Mahin knew his mother wouldn’t understand how these holographic pieces of cardboard merited bringing along on his trip thousands of miles away or how it would benefit his strenuous Ph.D program over the next five years. He nodded in acknowledgement and continued packing the suitcase.
Nasrin observed the scattered items around his suitcase. She hadn’t seen him play with those Pokemon cards since college- but neither had he ridden the old rustic rollerblades since he was a teenager, nor the ukulele that he picked up during his high school heartbreak phase.
“Baba, you’re not trying to take all these with you- are you?” she asked.
“Ah- yes, Amma. Of course, I can make it fit,” he answered self-assuredly.
Nasrin nodded and started inspecting the items scattered around the suitcase. From old videogames to diaries he’s kept since high school, she wondered why these warranted being stuffed into his suitcase. She inspected one of his rollerblades:
“Mahin- is this wheel not supposed to move?”
“Oh, well no. I never had a chance to fix them, I think a little WD-40 should get the wheel moving again.”
Surprised at his aloofness, she then picked up his ukulele and strummed one of the strings.
“Mahin, does this sound kind of off?”
“Uh, I think it needs to be tuned. Let me see that actually.”
He took the ukulele and started lining up the length of it with the suitcase, assessing if it would fit better horizontally or diagonally. The weight scale slowly started rising.
“Mahin, were you planning on bringing all of these with you?”
“Well- yes, Amma. I know they’re old but they still work,” he said confidently.
“You haven’t touched them in years,” she muttered under her breath.
Nasrin continued watching her son struggle to squeeze his old memorabilia into the lone suitcase. She wondered what merited these items. However, as a twenty-seven year old man who will be beginning his Ph.D program in the Netherlands next week, she decided he had earned his right to pack as he wished. After all, at twenty-seven, Nasrin had just left for the states. Her Master’s degree from Dhaka University didn’t translate well after arrival, leaving her to start from the ground up as a linecook as a local burger shop. She wondered where her old diaries, pashminas, and bangles were left behind after she left Dhaka.
Mahin continued packing for the next few hours alone. He finally managed to cram his rollerblades, ukulele, diaries, and old videogames into the suitcase- inside, around, under, and over the other bare essentials. He gave one last look at his luggage- an intimate, chaotic mosaic of his life. Closing the lid and pressing his weight down, he struggled to finally zip it closed.

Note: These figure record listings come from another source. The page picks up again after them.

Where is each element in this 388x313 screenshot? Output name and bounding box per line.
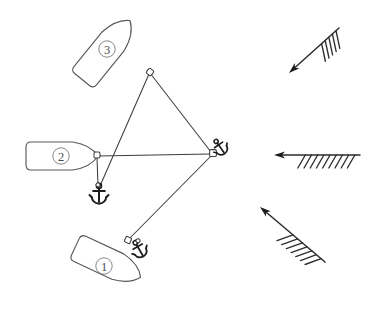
wind-barb-arrow-lower [260,207,325,264]
wind-barb-arrow-middle-feather-3 [335,155,342,168]
vessel-1-anchor-icon-rode-eye [136,239,140,243]
vessel-1-hull [69,234,146,290]
vessel-1-anchor-icon-fluke-2 [145,245,148,248]
wind-barb-arrow-lower-feather-1 [305,259,321,265]
wind-barb-arrow-lower-feather-2 [300,255,316,261]
vessel-2-anchor-icon-fluke-2 [106,195,108,197]
wind-barb-arrow-middle-feather-5 [323,155,330,168]
vessel-2-label-text: 2 [58,150,64,164]
wind-barb-arrow-upper-feather-5 [322,44,326,62]
moored-vessel-diagram: 123 [0,0,388,313]
wind-barb-arrow-upper-feather-1 [336,31,340,49]
line-vessel3-to-anchor2 [100,74,149,186]
wind-barb-arrow-middle [274,151,360,168]
wind-barb-arrow-middle-feather-7 [310,155,317,168]
wind-barb-arrow-lower-feather-3 [296,251,312,257]
wind-barb-arrow-middle-feather-6 [316,155,323,168]
central-mooring-anchor-icon-fluke-2 [225,143,228,146]
wind-barb-arrow-middle-feather-2 [341,155,348,168]
vessel-2-bow-bitt [94,152,100,158]
vessel-2-anchor-icon-rode-eye [96,183,100,187]
wind-barb-arrow-lower-feather-5 [286,243,302,249]
vessel-1[interactable] [69,234,146,290]
wind-barb-arrow-lower-feather-7 [277,235,293,241]
wind-barbs-layer [260,28,360,264]
line-vessel3-to-buoy [150,73,211,152]
diagram-canvas: 123 [0,0,388,313]
vessel-3-label-text: 3 [104,43,110,57]
line-vessel2-to-anchor [97,157,98,186]
wind-barb-arrow-upper-feather-4 [325,40,329,58]
central-mooring-buoy[interactable] [208,135,231,158]
vessel-1-anchor-icon-fluke-1 [132,253,135,256]
wind-barb-arrow-middle-feather-1 [347,155,354,168]
wind-barb-arrow-middle-feather-8 [304,155,311,168]
wind-barb-arrow-upper-feather-3 [329,37,333,55]
wind-barb-arrow-upper-feather-2 [332,34,336,52]
vessel-1-label-text: 1 [101,260,107,274]
line-vessel2-to-buoy [98,154,210,156]
wind-barb-arrow-lower-feather-6 [282,239,298,245]
wind-barb-arrow-upper [289,28,340,73]
wind-barb-arrow-middle-feather-9 [298,155,305,168]
mooring-lines-layer [97,73,211,239]
wind-barb-arrow-middle-feather-4 [329,155,336,168]
vessel-2-anchor-icon-fluke-1 [90,195,92,197]
line-vessel1-to-buoy [129,156,211,239]
vessel-3-bow-bitt [146,68,154,76]
wind-barb-arrow-lower-feather-4 [291,247,307,253]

He leaned back and took a sigh of relief after shutting it. The jam-packed suitcase was stuffed, the outline of his rollerblades and ukulele protruded from the inside.
He leaned over and checked the weight scale:
Oh shit.
The weight was at twenty-two pounds, seven over the airline limit. He reluctantly pulled open the zipper, almost as tight as shutting it closed. It finally opened, exhaling a sigh of relief. He lifted the rollerblades out to measure the weight displacement- cutting down three pounds. He stuffed it back and then removed the ukulele- two pounds. The old videogames- remaining two pounds. He stuffed everything back and recounted the weight scale to ensure it wasn’t lying- it wasn’t.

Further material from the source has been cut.